In this Article, we proposed a new liability regime for copyright

infringements predicated on the degree of blameworthiness of the infringer.

Concretely, we called for the establishment of three distinct liability

categories—inadvertent, standard, and willful infringements—and proposed

a specific menu of remedies for each of the categories. Under our proposal,

inadvertent infringements would be remedied by compensatory damages

only. Standard infringements would entitle copyright owners to a broader

variety of monetary damages that includes restitution and profits, and in the

alternative, limited statutory damages, but typically no injunctive relief.

Willful infringements would be addressed by the full panoply of remedies

available under the Copyright Act, including potentially punitive statutory

damages and injunctions.

Our proposal marks a significant departure from the current regime that

ignores the culpability level of infringements and treats all infringements

alike for liability purposes. As we demonstrated, the existing “one-size-fits-

all” design of copyright liability sets back the goals of the Copyright Act, as

it causes overdeterrence and discourages future creativity. Furthermore, it

fails to incentivize copyright owners to fully disclose proprietary and

transactional information about their works. The result is both unfair and

inefficient. Extant law metes out excessive penalties on users and creators

who are ill-situated to handle the cloud of uncertainty that shrouds our

copyright system, even though such users and creators often act in good faith.
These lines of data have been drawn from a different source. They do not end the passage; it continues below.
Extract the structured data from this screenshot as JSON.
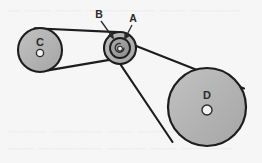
{
  "figure": {
    "background_color": "#f6f6f6",
    "outline_color": "#1d1d1d",
    "labels": {
      "pulley_a": "A",
      "pulley_b": "B",
      "pulley_c": "C",
      "pulley_d": "D"
    },
    "pulleys": [
      {
        "id": "C",
        "label": "C",
        "cx": 40,
        "cy": 50,
        "r": 22,
        "hub_r": 3.6,
        "fill": "#b6b6b6",
        "label_x": 40,
        "label_y": 44
      },
      {
        "id": "B",
        "label": "B",
        "cx": 120,
        "cy": 48,
        "r": 16,
        "fill": "#b0b0b0",
        "label_x": 99,
        "label_y": 17
      },
      {
        "id": "A",
        "label": "A",
        "cx": 120,
        "cy": 48,
        "r": 10,
        "fill": "#9d9d9d",
        "hub_r": 2.6,
        "label_x": 131,
        "label_y": 21
      },
      {
        "id": "D",
        "label": "D",
        "cx": 207,
        "cy": 107,
        "r": 39,
        "hub_r": 5,
        "fill": "#b6b6b6",
        "label_x": 207,
        "label_y": 95
      }
    ],
    "belts": [
      {
        "name": "belt-c-to-b",
        "from": "C",
        "to": "B"
      },
      {
        "name": "belt-a-to-d",
        "from": "A",
        "to": "D"
      }
    ],
    "leaders": [
      {
        "name": "leader-b",
        "x1": 100,
        "y1": 21,
        "x2": 112,
        "y2": 39
      },
      {
        "name": "leader-a",
        "x1": 131,
        "y1": 25,
        "x2": 124,
        "y2": 40
      }
    ]
  }
}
It likewise fails to distinguish between creators and users who try to navigate

the uncertainties of copyright law, even if they ultimately fail, and blatant

infringers who do not bother to partake of this quest. Most importantly, extant

law discourages socially desirable uses of copyrighted works by creating an

excessive fear of the penalties of copyright infringements. Our proposal of

graduated liability yields a far more nuanced and just liability system, one

that would also enhance use of existing works and future creativity.
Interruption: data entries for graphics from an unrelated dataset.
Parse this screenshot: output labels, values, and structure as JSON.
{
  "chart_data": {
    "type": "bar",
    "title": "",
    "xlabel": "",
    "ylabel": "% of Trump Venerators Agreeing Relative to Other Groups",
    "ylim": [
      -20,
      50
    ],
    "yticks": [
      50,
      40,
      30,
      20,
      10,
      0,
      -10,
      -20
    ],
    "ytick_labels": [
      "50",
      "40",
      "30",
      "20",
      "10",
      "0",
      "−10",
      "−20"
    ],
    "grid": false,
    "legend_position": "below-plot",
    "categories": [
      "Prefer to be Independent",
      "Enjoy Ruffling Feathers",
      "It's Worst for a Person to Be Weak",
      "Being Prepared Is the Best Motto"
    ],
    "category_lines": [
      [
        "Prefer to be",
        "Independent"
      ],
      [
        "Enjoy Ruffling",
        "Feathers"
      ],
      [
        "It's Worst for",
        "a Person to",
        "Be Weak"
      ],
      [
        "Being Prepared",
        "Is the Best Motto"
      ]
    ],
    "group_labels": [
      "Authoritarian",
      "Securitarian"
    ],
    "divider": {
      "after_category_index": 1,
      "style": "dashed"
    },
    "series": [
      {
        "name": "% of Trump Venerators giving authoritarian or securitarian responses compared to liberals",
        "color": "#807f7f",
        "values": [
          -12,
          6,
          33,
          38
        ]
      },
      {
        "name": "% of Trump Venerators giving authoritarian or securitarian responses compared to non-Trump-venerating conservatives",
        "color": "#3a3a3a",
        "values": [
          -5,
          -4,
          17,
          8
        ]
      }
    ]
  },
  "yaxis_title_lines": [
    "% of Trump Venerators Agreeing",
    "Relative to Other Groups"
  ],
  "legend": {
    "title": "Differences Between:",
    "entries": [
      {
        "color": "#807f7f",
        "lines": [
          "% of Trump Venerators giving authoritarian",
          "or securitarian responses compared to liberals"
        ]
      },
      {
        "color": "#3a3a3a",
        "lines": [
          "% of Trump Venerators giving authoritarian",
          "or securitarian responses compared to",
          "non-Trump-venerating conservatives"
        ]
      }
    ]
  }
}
Copyright Misuse, 57 STAN. L. REV. 901, 905–12 (2004) and David S. Olson, First Amendment

Based Copyright Misuse, 52 WM. & MARY L. REV. 537, 570–83 (2010).

305. See Jason Mazzone, Copyfraud, 81 N.Y.U. L. REV. 1026, 1090 (2006) (“This limit on the

defendant’s ability to assert the misuse defense will permit much copyfraud to survive. . . . [C]ourts

should consider loosening the nexus requirement.”).